NHL

Rangers must Capital-ize on chance to end series

BRAD RICHARDS
Desperate to win.

BRAD RICHARDS
Desperate to win.

CAP IT OFF! After an electrifying Game 5 victory Monday night, it’s time for the Rangers to send the Capitals home, says Larry Brooks. (Getty Images)

WASHINGTON — Teams of destiny create their own. It’s time for the Rangers to do that tonight. It’s time for the Rangers to lay down a Game 6 hammer on the Capitals and put an end to this conference semifinal.

This isn’t as much about creating breathing space before the Eastern finals as it is about playing with authority, not allowing a vulnerable opponent to get off the mat and, ultimately, showing the finish required of champions.

It’s about the Rangers picking up not only where they left off in Monday’s memory-making Game 5, 3-2 overtime victory that registered Seven Point Six on the Richards Scale (the time of Broadway Brad’s tying goal was changed yesterday from 19:53 to 19:52 because there were 7.6 seconds showing on the official clock) but from where they had been for most of the night — on the puck, in the Capitals’ faces, below the hash marks, driving with a sense of urgency to Braden Holtby’s net.

“We want the mindset that we’re as desperate as they are,” said Richards, always the coolest customer in the room. “From the first shift, we want to try and get that done right away.”

The power play won it for the Rangers on Monday after the power play came perilously close to losing it, not just by failing to score on their first three man-advantages, but by failing to generate so much as a shot through those six minutes, allowing air to seep from a Broadway balloon ready to pop.

Even if the power play is held off the board, it is imperative for the Rangers to seize the momentum with the man-advantage the way the Capitals did early in Game 4 by testing Henrik Lundqvist with six shots on a power play that started at 2:25, an effort that wiped away the trauma of losing a triple-overtime Game 3 and forced the Blueshirts back on their tired heels for the first 20 minutes.

The Rangers have won two of their last four games, both in overtime and both without holding a third-period lead for so much as a second. It’s a tough way to go, and it’s a route that demands late-game heroics, but that’s what follows with a sum of two first-period goals for the series.

The Blueshirts need more early, they need more of what they brought early on Monday, and they need more from every forward line other than the voracious Richards-Marian Gaborik-Carl Hagelin unit that accounted for 25 of the team’s 78 attempts at net.

The Rangers are under no illusions here about what they have accomplished. They have won seven playoff games. At least four teams win eight every year. That’s half as many as the Rangers need to reach their destination.

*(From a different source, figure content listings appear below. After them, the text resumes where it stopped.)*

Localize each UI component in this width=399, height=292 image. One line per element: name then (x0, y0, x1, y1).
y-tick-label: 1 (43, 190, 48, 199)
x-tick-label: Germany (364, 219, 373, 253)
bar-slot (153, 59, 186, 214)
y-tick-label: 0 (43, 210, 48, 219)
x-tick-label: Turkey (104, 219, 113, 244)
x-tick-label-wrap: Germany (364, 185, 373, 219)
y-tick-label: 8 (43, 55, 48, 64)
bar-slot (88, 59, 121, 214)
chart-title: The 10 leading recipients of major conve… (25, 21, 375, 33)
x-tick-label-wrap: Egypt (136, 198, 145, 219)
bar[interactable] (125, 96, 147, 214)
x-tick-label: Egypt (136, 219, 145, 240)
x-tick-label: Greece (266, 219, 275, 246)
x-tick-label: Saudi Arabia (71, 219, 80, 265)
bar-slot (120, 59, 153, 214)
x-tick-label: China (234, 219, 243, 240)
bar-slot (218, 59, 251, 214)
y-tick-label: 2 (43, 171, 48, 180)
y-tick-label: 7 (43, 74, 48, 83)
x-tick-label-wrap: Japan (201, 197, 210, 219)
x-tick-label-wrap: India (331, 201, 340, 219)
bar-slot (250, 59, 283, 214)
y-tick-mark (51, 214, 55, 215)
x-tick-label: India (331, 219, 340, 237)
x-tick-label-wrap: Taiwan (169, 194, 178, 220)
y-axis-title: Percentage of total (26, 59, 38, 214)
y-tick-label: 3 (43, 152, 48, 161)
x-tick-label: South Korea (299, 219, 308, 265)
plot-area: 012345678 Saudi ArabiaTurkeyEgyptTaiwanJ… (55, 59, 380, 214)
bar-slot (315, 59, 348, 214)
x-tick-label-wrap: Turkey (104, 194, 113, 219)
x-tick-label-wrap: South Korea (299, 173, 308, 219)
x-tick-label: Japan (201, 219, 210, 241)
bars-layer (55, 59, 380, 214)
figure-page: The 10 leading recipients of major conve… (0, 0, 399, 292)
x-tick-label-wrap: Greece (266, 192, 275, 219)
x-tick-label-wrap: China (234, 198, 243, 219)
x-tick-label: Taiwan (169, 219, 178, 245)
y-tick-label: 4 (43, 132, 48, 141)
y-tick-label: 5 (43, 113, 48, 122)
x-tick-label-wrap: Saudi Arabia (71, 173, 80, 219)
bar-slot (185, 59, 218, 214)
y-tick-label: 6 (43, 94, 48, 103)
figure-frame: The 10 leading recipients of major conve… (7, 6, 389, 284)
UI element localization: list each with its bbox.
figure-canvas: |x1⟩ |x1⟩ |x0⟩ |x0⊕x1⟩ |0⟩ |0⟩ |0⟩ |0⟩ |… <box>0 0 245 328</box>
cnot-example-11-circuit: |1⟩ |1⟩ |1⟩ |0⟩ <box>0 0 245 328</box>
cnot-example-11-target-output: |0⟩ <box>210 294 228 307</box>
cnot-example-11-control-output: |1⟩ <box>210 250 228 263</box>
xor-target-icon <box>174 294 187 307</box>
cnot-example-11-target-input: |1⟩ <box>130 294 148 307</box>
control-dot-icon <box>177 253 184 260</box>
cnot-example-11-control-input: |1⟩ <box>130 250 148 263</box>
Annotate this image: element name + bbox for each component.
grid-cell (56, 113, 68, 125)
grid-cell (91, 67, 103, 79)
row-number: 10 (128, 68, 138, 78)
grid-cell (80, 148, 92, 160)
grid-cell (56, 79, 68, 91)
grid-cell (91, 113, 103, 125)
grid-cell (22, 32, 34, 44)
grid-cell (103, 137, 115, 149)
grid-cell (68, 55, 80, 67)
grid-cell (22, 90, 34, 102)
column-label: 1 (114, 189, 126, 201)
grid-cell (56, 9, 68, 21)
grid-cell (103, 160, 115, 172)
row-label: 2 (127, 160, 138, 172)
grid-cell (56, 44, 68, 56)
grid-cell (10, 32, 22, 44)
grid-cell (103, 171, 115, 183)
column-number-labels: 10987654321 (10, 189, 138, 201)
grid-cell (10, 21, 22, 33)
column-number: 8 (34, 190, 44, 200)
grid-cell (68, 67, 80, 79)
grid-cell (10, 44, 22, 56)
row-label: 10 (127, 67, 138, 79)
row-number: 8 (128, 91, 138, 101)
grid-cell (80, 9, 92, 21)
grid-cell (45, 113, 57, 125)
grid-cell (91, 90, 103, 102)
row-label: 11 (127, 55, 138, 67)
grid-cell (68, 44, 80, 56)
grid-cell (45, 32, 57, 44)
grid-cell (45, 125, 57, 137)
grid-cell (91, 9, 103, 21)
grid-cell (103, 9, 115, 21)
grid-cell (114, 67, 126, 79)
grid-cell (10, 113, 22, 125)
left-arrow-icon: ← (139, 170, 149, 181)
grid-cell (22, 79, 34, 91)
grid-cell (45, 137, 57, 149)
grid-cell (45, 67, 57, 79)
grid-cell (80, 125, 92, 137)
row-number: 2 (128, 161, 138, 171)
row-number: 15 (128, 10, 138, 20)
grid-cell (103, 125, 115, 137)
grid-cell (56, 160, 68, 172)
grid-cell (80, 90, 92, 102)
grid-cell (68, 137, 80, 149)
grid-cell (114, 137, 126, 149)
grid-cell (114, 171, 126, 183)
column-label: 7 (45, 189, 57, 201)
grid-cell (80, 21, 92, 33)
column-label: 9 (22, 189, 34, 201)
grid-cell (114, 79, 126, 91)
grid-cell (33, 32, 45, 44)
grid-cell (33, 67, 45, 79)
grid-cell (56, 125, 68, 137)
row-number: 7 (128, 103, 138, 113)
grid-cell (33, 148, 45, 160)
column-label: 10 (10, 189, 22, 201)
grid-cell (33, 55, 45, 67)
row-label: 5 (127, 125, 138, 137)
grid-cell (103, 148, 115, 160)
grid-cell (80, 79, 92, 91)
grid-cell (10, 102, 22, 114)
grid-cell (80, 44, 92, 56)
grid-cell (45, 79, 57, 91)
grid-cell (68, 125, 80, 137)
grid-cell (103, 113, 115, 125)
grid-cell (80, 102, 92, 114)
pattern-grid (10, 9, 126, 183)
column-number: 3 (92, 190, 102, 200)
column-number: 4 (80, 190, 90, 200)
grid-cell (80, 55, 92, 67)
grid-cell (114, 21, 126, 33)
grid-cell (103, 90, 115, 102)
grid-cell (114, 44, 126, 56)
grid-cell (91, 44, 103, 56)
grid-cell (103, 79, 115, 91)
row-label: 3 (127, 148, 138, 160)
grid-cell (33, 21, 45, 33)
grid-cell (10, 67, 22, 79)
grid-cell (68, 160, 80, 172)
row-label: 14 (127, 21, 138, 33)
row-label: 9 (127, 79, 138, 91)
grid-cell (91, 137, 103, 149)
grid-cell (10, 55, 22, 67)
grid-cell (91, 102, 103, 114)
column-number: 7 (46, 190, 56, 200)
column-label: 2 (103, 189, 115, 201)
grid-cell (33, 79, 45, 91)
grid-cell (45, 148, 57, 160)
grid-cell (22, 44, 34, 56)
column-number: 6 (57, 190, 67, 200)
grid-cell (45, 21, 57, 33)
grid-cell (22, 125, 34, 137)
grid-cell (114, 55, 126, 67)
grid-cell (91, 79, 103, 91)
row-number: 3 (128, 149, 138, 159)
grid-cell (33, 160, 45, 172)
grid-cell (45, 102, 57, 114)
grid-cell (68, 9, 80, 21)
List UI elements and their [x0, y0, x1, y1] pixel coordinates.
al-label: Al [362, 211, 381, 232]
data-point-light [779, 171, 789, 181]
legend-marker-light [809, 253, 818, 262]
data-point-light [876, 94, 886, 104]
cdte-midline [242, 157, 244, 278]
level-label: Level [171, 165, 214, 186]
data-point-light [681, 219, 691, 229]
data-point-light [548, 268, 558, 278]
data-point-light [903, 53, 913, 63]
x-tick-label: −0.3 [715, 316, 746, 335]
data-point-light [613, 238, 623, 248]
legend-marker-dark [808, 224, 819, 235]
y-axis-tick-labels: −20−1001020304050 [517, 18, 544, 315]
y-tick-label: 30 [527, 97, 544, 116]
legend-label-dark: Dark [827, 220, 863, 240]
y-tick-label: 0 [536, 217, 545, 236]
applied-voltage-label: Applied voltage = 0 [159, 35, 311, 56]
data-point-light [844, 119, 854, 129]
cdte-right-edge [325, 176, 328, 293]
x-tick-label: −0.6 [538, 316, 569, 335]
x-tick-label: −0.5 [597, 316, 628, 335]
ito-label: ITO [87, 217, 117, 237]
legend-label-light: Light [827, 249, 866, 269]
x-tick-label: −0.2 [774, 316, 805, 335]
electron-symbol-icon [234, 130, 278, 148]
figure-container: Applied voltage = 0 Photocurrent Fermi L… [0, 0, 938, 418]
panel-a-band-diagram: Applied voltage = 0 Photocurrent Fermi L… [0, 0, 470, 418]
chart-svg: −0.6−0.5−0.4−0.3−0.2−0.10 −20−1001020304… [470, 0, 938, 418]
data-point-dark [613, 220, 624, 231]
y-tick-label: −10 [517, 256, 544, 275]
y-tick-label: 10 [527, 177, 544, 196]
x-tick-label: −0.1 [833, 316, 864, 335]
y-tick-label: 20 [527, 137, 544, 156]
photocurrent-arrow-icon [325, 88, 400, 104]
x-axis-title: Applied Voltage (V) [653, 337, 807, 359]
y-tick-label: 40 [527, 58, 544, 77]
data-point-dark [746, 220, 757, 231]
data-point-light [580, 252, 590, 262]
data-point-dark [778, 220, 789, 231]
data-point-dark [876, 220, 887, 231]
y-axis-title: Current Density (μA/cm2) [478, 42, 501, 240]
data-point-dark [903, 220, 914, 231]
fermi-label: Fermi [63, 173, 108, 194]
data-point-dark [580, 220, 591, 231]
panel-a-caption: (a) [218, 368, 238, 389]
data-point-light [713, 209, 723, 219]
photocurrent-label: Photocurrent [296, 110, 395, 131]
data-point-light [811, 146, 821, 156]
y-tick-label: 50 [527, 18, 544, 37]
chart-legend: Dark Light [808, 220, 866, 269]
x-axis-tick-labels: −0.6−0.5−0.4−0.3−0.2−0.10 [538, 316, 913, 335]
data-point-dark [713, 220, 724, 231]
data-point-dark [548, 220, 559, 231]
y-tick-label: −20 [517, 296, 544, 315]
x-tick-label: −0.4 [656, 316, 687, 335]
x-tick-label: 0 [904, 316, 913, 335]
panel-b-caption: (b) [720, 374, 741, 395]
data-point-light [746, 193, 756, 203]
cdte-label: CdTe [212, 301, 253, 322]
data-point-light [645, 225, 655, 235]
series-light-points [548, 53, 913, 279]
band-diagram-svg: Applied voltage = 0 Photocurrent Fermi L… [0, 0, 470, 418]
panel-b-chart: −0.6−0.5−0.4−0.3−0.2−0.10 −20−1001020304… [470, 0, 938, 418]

When just about everyone was throwing roses at the Rangers yesterday, John Tortorella was the exception. The coach instead was busy tossing brick bouquets their way at a press conference in which he was tossed a series of meatballs.

John Mitchell? “Inconsistent.” Marc Staal: “Can still be better.”

You half expected him to say, “Pizza House!” and walk away from the podium.

“I’m not going to be hugging people left and right,” Tortorella said. “We still have a long way to go.”

If experience is the best teacher, the Rangers have the Game 3/Game 4 lesson as a reference point. There is no chance the Blueshirts will take anything for granted, no chance they will underestimate the task at hand.

No chance they will rest on their laurels, for they are made of thorns.

“We don’t get praised [by the coach] for wins, and that’s a good thing,” said Mike Rupp. “It keeps us level headed.”

Game 5 might have made history, but that’s what it is now — history. It’s time for the Rangers to put on their hard hats, lace up their work boots and lay down the hammer on the Capitals and the Eastern semifinals.